What happened to all that selling? And the conviction that the U.S. economy ws headed for a recession?
The Standard & Poor’s 500 finished Thursday, August 15, with another up day for a 6-day rally that has pushed the index up 6.6%.Treasury yields surged with the yield on the 2-year Treasury, the maturity most sensitive to shifts in sentiment about the direction of Federal Reserve interest rate policy, climbing back above 4%.
The S&P 500 climbed 1.6% on the day. The Nasdaq 100 added 2.5%. The small-cap Russell 2000 gained2.5%. The CBOE Volatility Index, Wall Street’s “fear gauge,”the VIX, dropped back to near 15, below its long-term average, and hugely below its August 5 close at 38.57.
The proximate cause of the rebound rally? Three reports showing that the U.S.consumer is alive, well, and still buying stuff.
Retail sales grew by 1% in July. (The retail sales numbers are adjusted for seasonality but not for inflation.) Economists surveyed by Dow Jones had been looking for growth of 0.3%. Excluding auto-related items, sales increased 0.4%, also better than the 0.1% forecast.
There was also more good news in other government data. Initial unemployment benefit claims for the week ended August 10 totaled 227,000, a decrease of 7,000 from the previous week and lower than the estimate for 235,000.
The government good news was bolster by corporate good news. On August 15, Walmart (WMT) raised its sales guidance for the full year. The company said it now expects net sales to rise as much as 4.75% for the year, versus previous guidance for a gain of as much as 4%. It also raised its targets for operating income and profits.
The other reason for the market’s about face is that much of the drop in stock prices and the rally in bond prices wasn’t related to sentiment about the U.S. economy at all, but, as I’ve posted previously to an earlier than expected interest-rate move from the Bank of Japan that necessitated the rapid unwinding of speculative yen carry trade bets. Unwinding those trades required traders to sell dollar-denominated assets so they could repay yen-denominated borrowings. As those trades have been unwound, it’s taken selling pressure out of the U.S. markets.
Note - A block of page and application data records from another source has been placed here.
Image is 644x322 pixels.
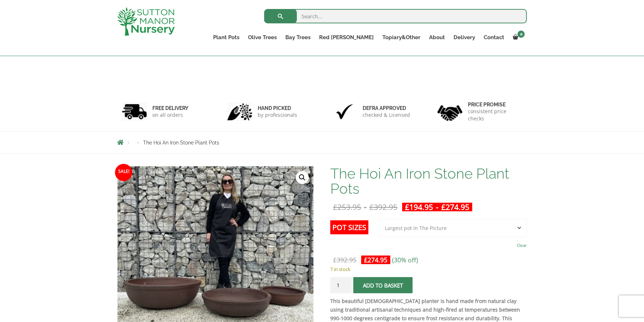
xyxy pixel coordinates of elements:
button: Add to basket [353,277,412,293]
input: Product quantity [330,277,352,293]
bdi: 274.95 [364,256,387,264]
bdi: 253.95 [333,202,361,212]
a: Clear options [517,240,527,251]
label: Pot Sizes [330,220,368,235]
a: Topiary&Other [378,33,425,42]
a: Bay Trees [281,33,315,42]
h1: The Hoi An Iron Stone Plant Pots [330,166,527,196]
img: 2.jpg [227,102,252,121]
h6: hand picked [258,105,297,112]
h6: Defra approved [363,105,410,112]
img: 3.jpg [332,102,357,121]
a: About [425,33,449,42]
a: Olive Trees [244,33,281,42]
p: 7 in stock [330,265,527,273]
bdi: 392.95 [333,256,357,264]
a: Red [PERSON_NAME] [315,33,378,42]
p: checked & Licensed [363,112,410,119]
p: by professionals [258,112,297,119]
nav: Breadcrumbs [117,139,527,145]
bdi: 194.95 [405,202,433,212]
span: £ [369,202,374,212]
span: £ [405,202,409,212]
ins: - [402,203,472,211]
span: £ [442,202,446,212]
p: on all orders [153,112,188,119]
span: The Hoi An Iron Stone Plant Pots [143,140,219,145]
img: 1.jpg [122,102,147,121]
a: Plant Pots [209,33,244,42]
span: Sale! [115,164,132,181]
span: 0 [518,30,525,38]
bdi: 274.95 [442,202,469,212]
span: £ [333,202,338,212]
span: £ [333,256,337,264]
bdi: 392.95 [369,202,398,212]
input: Search... [264,9,527,23]
span: (30% off) [392,256,418,264]
a: Delivery [449,33,480,42]
img: 4.jpg [437,101,463,123]
a: Contact [480,33,509,42]
a: 0 [509,33,527,42]
a: View full-screen image gallery [296,171,309,184]
h6: FREE DELIVERY [153,105,188,112]
img: logo [117,7,175,35]
p: consistent price checks [468,108,523,122]
h6: Price promise [468,101,523,108]
del: - [330,203,401,211]
span: £ [364,256,368,264]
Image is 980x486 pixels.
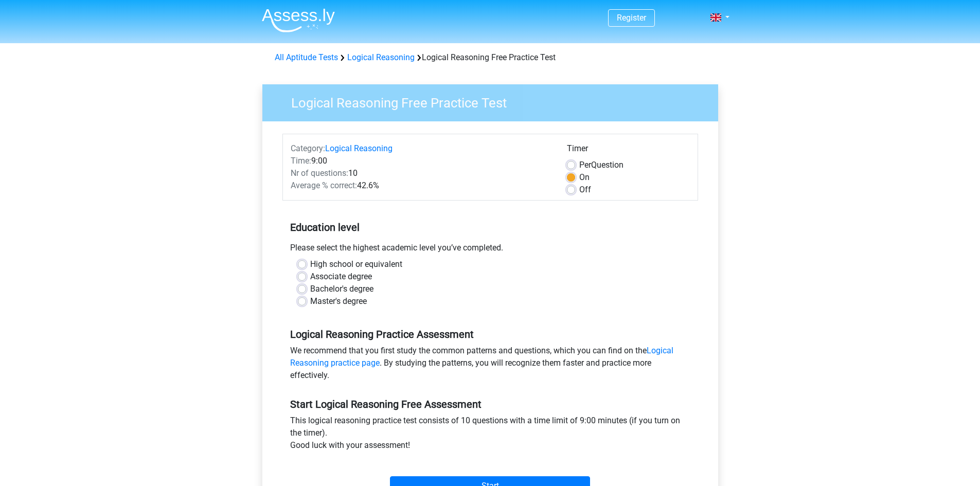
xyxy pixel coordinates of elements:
[290,143,325,154] span: Category:
[579,171,589,184] label: On
[290,180,357,190] span: Average % correct:
[579,159,623,171] label: Question
[310,295,367,307] label: Master's degree
[567,142,690,159] div: Timer
[283,167,559,180] div: 10
[290,168,348,178] span: Nr of questions:
[282,415,698,456] div: This logical reasoning practice test consists of 10 questions with a time limit of 9:00 minutes (...
[579,184,591,196] label: Off
[271,52,710,64] div: Logical Reasoning Free Practice Test
[290,217,691,238] h5: Education level
[579,160,591,170] span: Per
[310,271,372,283] label: Associate degree
[290,328,691,340] h5: Logical Reasoning Practice Assessment
[290,156,311,166] span: Time:
[275,53,338,62] a: All Aptitude Tests
[279,91,710,111] h3: Logical Reasoning Free Practice Test
[325,143,392,154] a: Logical Reasoning
[290,398,691,411] h5: Start Logical Reasoning Free Assessment
[617,13,646,23] a: Register
[283,180,559,192] div: 42.6%
[310,258,402,271] label: High school or equivalent
[310,283,374,295] label: Bachelor's degree
[283,154,559,167] div: 9:00
[347,53,415,62] a: Logical Reasoning
[282,344,698,386] div: We recommend that you first study the common patterns and questions, which you can find on the . ...
[282,242,698,258] div: Please select the highest academic level you’ve completed.
[262,8,335,32] img: Assessly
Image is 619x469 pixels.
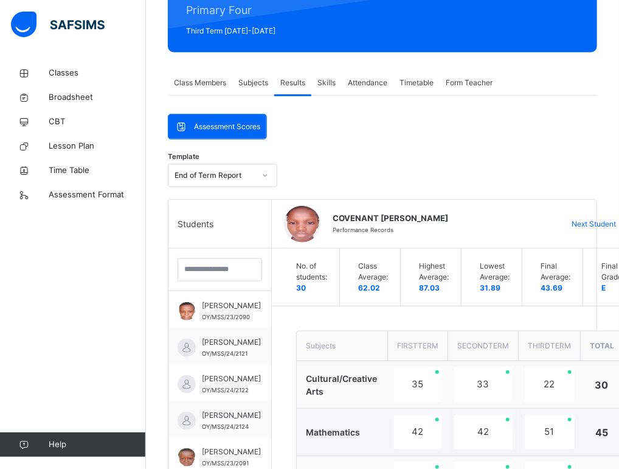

Just as I advised not getting sucked into the recession fears panic two weeks ago–because while the U.S. economy was slowing none of the economic data signaled a recession–I wouldn’t get too euphoric now. The data still point to slowing U.S. economy (with the stagnation in China’s consumer sector posing a real risk to the global economy.)
The retail sales numbers were better than projected but they weren’t actually all that great. Growth in retail sales were driven by a month-over-month recovery in motor vehicles and parts from a June slump. Excluding that segment, retail sales rose just 0.4% last month, only slightly ahead of the estimated 0.3% overall gain.
And Walmart’s good news included a worrisome trend: buying by upper-income households are driving sales outperformance. That the wealthy demographics are flocking to budget-friendly Walmart isn’t exactly sign of above trend growth.